"If you did this, you were probably struck by one thing above all else: Greenland is huge. Freaking huge. It looks about twice as big as the U.S., roughly as big as North America and Central America combined. And despite the public waffling between saying we need it for its military or natural resource offerings, this is probably the reason Trump wants it."
"If you've ever wrapped holiday presents, you know that covering round objects with flat paper is no simple task. To wrap a basketball, for example, you'd need to crumple the paper in a horrible mess or cut many pieces and tape them together with unsightly overlaps. Things would be easier if your wrapping paper were made of elastic. Then you could cut out strips or squares and stretch them into appropriately shaped patches to cover the basketball."
President Donald Trump expressed interest in acquiring Greenland, prompting attention to Greenland's apparent vastness. Greenland appears enormous on common world maps, looking roughly twice the size of the U.S. or as large as North and Central America combined. The apparent enormity likely motivates geopolitical interest more than stated military or resource reasons. Flat rectangular maps of a spherical Earth necessarily distort shapes and sizes. Wrapping a spherical object with flat paper illustrates the problem: covering a basketball requires crumpling or cutting and stretching pieces, which distorts any printed pattern. It is impossible to draw a flat, rectangular map of the spherical Earth without distortions.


◆ Your objective
Would you set down every line of the data below exactly as it reads?

Records contained in a dataset:
^^^^

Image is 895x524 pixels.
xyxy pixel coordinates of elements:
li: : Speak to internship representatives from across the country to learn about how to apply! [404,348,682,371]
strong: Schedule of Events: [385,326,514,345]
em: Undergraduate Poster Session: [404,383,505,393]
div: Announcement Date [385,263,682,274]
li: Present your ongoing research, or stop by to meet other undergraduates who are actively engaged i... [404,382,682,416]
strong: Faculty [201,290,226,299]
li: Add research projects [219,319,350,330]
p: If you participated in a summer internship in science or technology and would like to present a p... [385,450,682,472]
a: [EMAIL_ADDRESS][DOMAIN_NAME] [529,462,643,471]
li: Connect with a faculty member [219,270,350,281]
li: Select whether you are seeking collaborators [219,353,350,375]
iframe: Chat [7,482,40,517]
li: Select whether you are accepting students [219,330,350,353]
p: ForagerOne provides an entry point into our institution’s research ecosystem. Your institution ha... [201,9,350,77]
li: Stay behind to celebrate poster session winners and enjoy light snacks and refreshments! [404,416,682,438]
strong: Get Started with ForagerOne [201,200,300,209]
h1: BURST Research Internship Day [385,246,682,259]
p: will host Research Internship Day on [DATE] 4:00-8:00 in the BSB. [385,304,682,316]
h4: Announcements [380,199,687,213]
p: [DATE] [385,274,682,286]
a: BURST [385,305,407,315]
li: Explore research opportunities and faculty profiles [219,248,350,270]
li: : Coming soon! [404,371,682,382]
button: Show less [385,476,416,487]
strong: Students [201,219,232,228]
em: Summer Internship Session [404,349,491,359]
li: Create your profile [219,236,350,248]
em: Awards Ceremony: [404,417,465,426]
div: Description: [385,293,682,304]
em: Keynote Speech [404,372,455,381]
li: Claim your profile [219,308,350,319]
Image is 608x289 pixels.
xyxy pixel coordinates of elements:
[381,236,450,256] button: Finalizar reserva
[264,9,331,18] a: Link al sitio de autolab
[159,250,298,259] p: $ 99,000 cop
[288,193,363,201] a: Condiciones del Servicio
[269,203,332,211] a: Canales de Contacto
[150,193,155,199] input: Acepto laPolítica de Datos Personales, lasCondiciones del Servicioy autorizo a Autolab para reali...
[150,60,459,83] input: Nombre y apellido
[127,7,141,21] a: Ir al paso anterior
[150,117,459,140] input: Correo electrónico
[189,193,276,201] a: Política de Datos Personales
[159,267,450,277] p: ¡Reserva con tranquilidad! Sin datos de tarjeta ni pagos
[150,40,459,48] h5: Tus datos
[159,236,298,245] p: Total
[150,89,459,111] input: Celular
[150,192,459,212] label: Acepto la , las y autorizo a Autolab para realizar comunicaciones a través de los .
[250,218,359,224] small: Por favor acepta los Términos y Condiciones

^^^^

◆ Completed task
Image is 895x524 pixels.
xyxy pixel coordinates of elements:
li: : Speak to internship representatives from across the country to learn about how to apply! [404,348,682,371]
strong: Schedule of Events: [385,326,514,345]
em: Undergraduate Poster Session: [404,383,505,393]
div: Announcement Date [385,263,682,274]
li: Present your ongoing research, or stop by to meet other undergraduates who are actively engaged i... [404,382,682,416]
strong: Faculty [201,290,226,299]
li: Add research projects [219,319,350,330]
p: If you participated in a summer internship in science or technology and would like to present a p... [385,450,682,472]
a: [EMAIL_ADDRESS][DOMAIN_NAME] [529,462,643,471]
li: Connect with a faculty member [219,270,350,281]
li: Select whether you are seeking collaborators [219,353,350,375]
iframe: Chat [7,482,40,517]
li: Select whether you are accepting students [219,330,350,353]
p: ForagerOne provides an entry point into our institution’s research ecosystem. Your institution ha... [201,9,350,77]
li: Stay behind to celebrate poster session winners and enjoy light snacks and refreshments! [404,416,682,438]
strong: Get Started with ForagerOne [201,200,300,209]
h1: BURST Research Internship Day [385,246,682,259]
p: will host Research Internship Day on [DATE] 4:00-8:00 in the BSB. [385,304,682,316]
h4: Announcements [380,199,687,213]
p: [DATE] [385,274,682,286]
a: BURST [385,305,407,315]
li: Explore research opportunities and faculty profiles [219,248,350,270]
li: : Coming soon! [404,371,682,382]
button: Show less [385,476,416,487]
strong: Students [201,219,232,228]
em: Summer Internship Session [404,349,491,359]
li: Create your profile [219,236,350,248]
em: Awards Ceremony: [404,417,465,426]
div: Description: [385,293,682,304]
em: Keynote Speech [404,372,455,381]
li: Claim your profile [219,308,350,319]
Image is 608x289 pixels.
xyxy pixel coordinates of elements:
[381,236,450,256] button: Finalizar reserva
[264,9,331,18] a: Link al sitio de autolab
[159,250,298,259] p: $ 99,000 cop
[288,193,363,201] a: Condiciones del Servicio
[269,203,332,211] a: Canales de Contacto
[150,193,155,199] input: Acepto laPolítica de Datos Personales, lasCondiciones del Servicioy autorizo a Autolab para reali...
[150,60,459,83] input: Nombre y apellido
[127,7,141,21] a: Ir al paso anterior
[150,117,459,140] input: Correo electrónico
[189,193,276,201] a: Política de Datos Personales
[159,267,450,277] p: ¡Reserva con tranquilidad! Sin datos de tarjeta ni pagos
[150,40,459,48] h5: Tus datos
[159,236,298,245] p: Total
[150,89,459,111] input: Celular
[150,192,459,212] label: Acepto la , las y autorizo a Autolab para realizar comunicaciones a través de los .
[250,218,359,224] small: Por favor acepta los Términos y Condiciones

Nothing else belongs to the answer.